Yukon's Liberals are promising to put more money in the pockets of homeowners. The Official Opposition is vowing to double the Yukon homeowner grant if elected.

Yukon’s Liberals are promising to put more money in the pockets of homeowners.

The Official Opposition is vowing to double the Yukon homeowner grant if elected.

The rebate currently covers half of a household’s property taxes, up to $450. Liberals would lift the ceiling to $900.

For seniors, who are eligible to have three-quarters of their home property taxes rebated, the ceiling would rise to $1,000 from $500.

The territory currently spends $3.2 million each year on the grant.

In Whitehorse, the average homeowner has seen property taxes rise by nearly $500 since 2007, said Liberal Leader Arthur Mitchell.

Raising the rebate ought to help young homeowners struggling to buy a first home, and elderly homeowners on fixed incomes, he said.

“It’s something we can do to help people who are on that bubble.

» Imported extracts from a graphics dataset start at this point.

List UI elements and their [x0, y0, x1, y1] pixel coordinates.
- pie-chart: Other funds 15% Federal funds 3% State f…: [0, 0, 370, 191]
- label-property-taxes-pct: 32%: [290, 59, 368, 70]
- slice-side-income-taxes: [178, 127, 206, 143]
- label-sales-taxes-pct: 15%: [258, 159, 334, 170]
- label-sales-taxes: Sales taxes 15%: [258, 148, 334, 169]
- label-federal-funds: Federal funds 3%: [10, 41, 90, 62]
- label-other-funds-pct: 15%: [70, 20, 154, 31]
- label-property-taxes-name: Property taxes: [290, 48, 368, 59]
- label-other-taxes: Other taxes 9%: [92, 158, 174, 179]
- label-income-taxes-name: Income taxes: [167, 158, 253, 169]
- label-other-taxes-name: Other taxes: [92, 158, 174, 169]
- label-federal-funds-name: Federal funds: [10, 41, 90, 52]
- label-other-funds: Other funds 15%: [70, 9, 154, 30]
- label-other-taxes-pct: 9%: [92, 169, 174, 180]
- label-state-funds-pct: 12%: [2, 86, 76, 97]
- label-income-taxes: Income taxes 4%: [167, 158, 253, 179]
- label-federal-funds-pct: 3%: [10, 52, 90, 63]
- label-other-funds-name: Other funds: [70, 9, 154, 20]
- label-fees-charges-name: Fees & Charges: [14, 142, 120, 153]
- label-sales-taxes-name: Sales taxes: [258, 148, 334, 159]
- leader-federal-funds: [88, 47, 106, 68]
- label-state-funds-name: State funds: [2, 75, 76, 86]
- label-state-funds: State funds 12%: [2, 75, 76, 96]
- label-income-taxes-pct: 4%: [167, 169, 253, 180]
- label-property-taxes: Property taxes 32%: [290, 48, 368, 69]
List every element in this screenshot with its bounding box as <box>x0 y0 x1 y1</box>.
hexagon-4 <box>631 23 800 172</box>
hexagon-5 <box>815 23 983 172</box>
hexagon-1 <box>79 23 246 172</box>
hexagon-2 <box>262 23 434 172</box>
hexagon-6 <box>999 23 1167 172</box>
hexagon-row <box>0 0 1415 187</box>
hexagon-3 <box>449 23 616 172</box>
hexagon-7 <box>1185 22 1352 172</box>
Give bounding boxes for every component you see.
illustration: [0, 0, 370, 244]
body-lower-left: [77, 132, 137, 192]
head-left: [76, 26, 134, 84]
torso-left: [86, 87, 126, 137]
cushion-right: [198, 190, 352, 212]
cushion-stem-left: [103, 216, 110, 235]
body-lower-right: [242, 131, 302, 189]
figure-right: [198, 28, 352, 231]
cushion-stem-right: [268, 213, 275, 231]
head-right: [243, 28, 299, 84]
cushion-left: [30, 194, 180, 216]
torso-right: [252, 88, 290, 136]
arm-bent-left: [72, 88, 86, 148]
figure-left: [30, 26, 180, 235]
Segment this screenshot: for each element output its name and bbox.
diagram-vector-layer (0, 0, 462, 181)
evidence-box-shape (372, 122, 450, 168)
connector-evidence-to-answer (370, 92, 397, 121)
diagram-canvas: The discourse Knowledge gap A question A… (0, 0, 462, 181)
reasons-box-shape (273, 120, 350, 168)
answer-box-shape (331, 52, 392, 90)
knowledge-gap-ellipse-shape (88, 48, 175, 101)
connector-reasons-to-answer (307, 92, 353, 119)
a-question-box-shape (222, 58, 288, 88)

How do you deal with the fact that the average house is now worth more than $400,000?” asked Mitchell.

The pledge is the first part of a “comprehensive strategy” to tackle the territory’s housing shortage, said Mitchell.

Relief for renters is also in the works. But Mitchell won’t offer any details on that yet.

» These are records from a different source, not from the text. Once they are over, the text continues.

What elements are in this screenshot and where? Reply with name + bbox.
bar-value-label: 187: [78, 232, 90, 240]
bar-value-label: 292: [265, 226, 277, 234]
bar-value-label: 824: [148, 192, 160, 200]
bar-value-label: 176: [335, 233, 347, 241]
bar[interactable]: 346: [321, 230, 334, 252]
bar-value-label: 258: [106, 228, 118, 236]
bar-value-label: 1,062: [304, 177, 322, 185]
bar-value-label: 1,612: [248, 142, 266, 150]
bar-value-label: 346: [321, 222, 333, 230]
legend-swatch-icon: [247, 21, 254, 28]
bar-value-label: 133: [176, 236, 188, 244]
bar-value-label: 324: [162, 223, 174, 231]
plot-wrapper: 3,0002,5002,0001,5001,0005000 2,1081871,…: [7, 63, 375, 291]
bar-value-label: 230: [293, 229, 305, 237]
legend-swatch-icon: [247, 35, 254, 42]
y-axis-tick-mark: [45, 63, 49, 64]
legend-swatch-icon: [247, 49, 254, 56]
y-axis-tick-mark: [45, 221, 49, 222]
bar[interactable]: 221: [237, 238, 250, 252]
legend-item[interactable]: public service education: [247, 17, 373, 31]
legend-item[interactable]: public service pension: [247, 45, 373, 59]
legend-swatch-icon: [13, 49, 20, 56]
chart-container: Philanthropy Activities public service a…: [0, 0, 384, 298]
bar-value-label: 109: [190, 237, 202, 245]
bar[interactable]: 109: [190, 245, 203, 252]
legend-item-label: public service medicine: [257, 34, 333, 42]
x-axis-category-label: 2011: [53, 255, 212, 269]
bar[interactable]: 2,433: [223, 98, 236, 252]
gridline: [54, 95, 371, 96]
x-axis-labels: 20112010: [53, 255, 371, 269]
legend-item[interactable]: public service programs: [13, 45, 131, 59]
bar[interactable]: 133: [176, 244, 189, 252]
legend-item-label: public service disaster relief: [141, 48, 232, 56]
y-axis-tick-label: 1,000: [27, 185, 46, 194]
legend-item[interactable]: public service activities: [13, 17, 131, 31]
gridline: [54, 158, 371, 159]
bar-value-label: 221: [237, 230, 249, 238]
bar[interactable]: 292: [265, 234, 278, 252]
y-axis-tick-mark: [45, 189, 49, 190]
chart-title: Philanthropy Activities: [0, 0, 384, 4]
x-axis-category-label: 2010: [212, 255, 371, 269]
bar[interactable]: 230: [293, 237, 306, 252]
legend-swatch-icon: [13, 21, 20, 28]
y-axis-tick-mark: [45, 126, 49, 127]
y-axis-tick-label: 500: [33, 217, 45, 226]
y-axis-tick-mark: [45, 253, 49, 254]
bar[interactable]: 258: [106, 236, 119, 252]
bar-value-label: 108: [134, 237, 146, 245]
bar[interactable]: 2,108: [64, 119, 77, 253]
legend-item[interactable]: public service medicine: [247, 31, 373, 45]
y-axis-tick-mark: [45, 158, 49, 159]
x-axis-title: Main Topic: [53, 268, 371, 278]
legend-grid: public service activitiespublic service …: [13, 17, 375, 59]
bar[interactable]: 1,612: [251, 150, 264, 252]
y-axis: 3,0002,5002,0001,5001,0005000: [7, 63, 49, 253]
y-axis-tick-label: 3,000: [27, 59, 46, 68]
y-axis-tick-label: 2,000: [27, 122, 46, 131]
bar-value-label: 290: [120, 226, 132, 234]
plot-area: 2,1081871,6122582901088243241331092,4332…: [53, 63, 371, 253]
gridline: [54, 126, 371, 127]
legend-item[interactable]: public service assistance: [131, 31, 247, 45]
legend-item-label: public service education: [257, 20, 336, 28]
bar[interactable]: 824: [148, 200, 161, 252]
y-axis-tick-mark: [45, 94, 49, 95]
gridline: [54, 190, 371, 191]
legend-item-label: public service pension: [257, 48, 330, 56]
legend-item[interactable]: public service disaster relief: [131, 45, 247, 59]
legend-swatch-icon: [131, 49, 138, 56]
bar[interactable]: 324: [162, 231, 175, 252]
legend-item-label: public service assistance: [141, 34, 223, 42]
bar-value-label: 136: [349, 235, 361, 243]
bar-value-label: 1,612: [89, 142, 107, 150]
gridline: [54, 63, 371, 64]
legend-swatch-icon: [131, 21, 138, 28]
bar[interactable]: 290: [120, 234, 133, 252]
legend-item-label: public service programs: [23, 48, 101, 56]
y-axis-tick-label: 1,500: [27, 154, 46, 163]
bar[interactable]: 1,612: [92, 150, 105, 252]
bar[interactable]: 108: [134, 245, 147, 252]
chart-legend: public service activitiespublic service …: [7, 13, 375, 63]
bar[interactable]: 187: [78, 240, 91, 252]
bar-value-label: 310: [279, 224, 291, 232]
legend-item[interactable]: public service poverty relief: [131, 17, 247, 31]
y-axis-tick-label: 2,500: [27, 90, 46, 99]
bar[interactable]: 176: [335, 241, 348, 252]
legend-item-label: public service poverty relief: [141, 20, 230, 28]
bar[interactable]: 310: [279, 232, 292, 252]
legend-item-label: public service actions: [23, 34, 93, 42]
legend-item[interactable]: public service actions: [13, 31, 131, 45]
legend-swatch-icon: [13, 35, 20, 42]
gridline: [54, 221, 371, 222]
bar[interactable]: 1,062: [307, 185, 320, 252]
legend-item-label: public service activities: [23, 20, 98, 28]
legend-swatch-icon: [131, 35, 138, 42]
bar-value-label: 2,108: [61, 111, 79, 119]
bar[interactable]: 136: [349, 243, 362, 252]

“We have to do a lot of things to make housing more affordable,” he said.

Mitchell worries that, as it stands, the territory isn’t cashing-in on its mining boom, thanks to many footloose miners who are working stints in the Yukon, then heading Outside to spend their earnings.

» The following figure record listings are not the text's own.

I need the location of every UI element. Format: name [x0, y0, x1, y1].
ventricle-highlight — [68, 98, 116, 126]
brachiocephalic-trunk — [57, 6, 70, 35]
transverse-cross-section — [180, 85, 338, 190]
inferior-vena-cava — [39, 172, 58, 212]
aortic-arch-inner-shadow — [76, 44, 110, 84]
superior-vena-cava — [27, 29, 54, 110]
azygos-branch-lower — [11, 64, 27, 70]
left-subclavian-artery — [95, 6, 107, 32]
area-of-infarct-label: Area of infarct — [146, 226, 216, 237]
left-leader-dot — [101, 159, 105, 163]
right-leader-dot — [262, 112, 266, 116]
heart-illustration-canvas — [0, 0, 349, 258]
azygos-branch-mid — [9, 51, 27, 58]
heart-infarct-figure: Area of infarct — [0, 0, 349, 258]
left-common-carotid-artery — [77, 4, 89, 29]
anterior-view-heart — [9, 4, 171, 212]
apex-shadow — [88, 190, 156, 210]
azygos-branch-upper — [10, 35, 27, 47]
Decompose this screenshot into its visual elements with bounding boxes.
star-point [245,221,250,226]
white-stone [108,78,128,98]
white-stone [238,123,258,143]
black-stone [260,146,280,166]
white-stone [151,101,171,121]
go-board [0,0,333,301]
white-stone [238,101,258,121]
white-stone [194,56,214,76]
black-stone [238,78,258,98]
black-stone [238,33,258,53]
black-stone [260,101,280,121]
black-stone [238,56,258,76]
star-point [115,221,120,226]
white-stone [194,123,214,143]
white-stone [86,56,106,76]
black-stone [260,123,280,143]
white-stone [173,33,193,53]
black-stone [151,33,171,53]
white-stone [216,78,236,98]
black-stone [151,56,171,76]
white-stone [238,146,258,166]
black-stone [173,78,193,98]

“We’re spilling a lot of money,” said Mitchell. “Those people aren’t buying or renting housing.”

Nor are they buying snowmobiles and trucks in the territory, or sending their children to school here.

Yet the territory is paying the bill for the roads and bridges necessary for mining to occur.

“We’re going to pay that,” said Mitchell. “Let’s make sure we get the benefits.

“This government has been saying for years, ‘Mining is coming, mining is coming.’ Why aren’t they prepared for it?”